In an age where advanced knowledge of the music scene’s constantly evolving landscape is vital to artistic survival, Travis Scott is poised to lead hip-hop to a new era. A GOOD Music in-house producer, the 23-year-old’s music channels influences such as Kanye West and Kid Cudi into ultra-modern perspectives on life in the Internet era. He began to craft rumblings of greatness on the quintessential Days Before Rodeo mixtape in 2014, but a year later, he now has the opportunity to snatch greatness by its throat with his debut full-length, Rodeo.
Magnifying the sentiments of his generation through narrations of drug-fueled love, partying, and piercing loneliness, Scott’s work speaks to a wide audience whose interest in more melodic rap was due to 808s and Heartbreak and Man on the Moon. The album even uses T.I. as a narrator in a style obviously nodding to the latter, but otherwise, Scott’s influences are only apparent in smaller pieces of a much bigger picture as he redefines conceptions of what constitutes as hip-hop. An emotion-and-autotune soaked hook and verse from The Weeknd paired with lines such as “Intoxicated, animated, got me feelin’ kinda lit” from La Flame results in a track whose intoxicated haze lies somewhere between a packed club and an empty bed. It’s a brilliant combination of sentiments that are bent at Scott’s will in various ways throughout Rodeo, a notion partially due to his ability to curate the most forward-thinking minds in music.
A quick glance at the album’s credits finds an army of artists whose skills align with Scott’s vision; Metro Boomin lends his banger-creating abilities on some of the record’s best tracks, Swae Lee of Rae Sremmurd fame offers one of the most infectious verses in recent memory, and other young-faces ranging from Chief Keef to Sonny Digital are present as well. While Scott surprisingly is only credited once for production (on the moody ‘Apple Pie’), his influence on each track is apparent as every collaborator is pushed to previously untapped musical limits, in turn achieving music of a sonic stature beyond anything hip-hop has witnessed to date.
As a whole, there’s not much direct cohesion between individual tracks on Rodeo, but in turn the record functions as an exhibition of all aspects of his extensive vision. The seething anger of ‘Piss On Your Grave’ is just as potent as the party-starting ‘Night Call,’ not to mention the molasses pace of ‘Wasted’ and the woozy, romantic drawl of ‘Maria I’m Drunk.’ It’s a risky set-up that pays off for an artist whose high-flying intentions have been fully realized.
Great write up, accurate score. May La Flame live on forever.
So far the only review that isnt negative af. I feel like if ur 23 or older u just wont get this amazing piece of art. Taking rap to a whole new place laflame is.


# [REQUIREMENT]
Please set down exactly the lines of the listing below from the line containing "Identify the location of summary: Shop" through the line containing "Task: Click on the mat-icon: visibility", both lines included, leaving out all other lines.

# [LISTED ENTRIES]

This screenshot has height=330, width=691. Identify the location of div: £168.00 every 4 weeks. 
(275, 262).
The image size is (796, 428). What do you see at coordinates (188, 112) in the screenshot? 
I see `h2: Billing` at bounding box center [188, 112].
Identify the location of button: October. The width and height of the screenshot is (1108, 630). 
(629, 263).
---
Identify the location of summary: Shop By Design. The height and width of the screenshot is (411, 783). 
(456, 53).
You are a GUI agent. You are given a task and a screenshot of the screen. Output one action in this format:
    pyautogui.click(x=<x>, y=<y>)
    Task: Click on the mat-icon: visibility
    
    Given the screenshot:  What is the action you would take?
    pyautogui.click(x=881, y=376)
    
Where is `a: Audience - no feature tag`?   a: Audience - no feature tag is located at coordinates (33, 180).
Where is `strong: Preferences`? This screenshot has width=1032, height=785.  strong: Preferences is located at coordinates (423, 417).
==
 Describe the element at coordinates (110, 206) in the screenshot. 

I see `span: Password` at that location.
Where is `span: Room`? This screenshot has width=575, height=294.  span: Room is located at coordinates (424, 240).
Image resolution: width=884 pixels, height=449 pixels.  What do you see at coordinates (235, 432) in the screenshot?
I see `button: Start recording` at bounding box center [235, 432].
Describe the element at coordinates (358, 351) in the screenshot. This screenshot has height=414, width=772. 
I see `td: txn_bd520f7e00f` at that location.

# [YOUR SOLUTION]
Identify the location of summary: Shop By Design. The height and width of the screenshot is (411, 783). 
(456, 53).
You are a GUI agent. You are given a task and a screenshot of the screen. Output one action in this format:
    pyautogui.click(x=<x>, y=<y>)
    Task: Click on the mat-icon: visibility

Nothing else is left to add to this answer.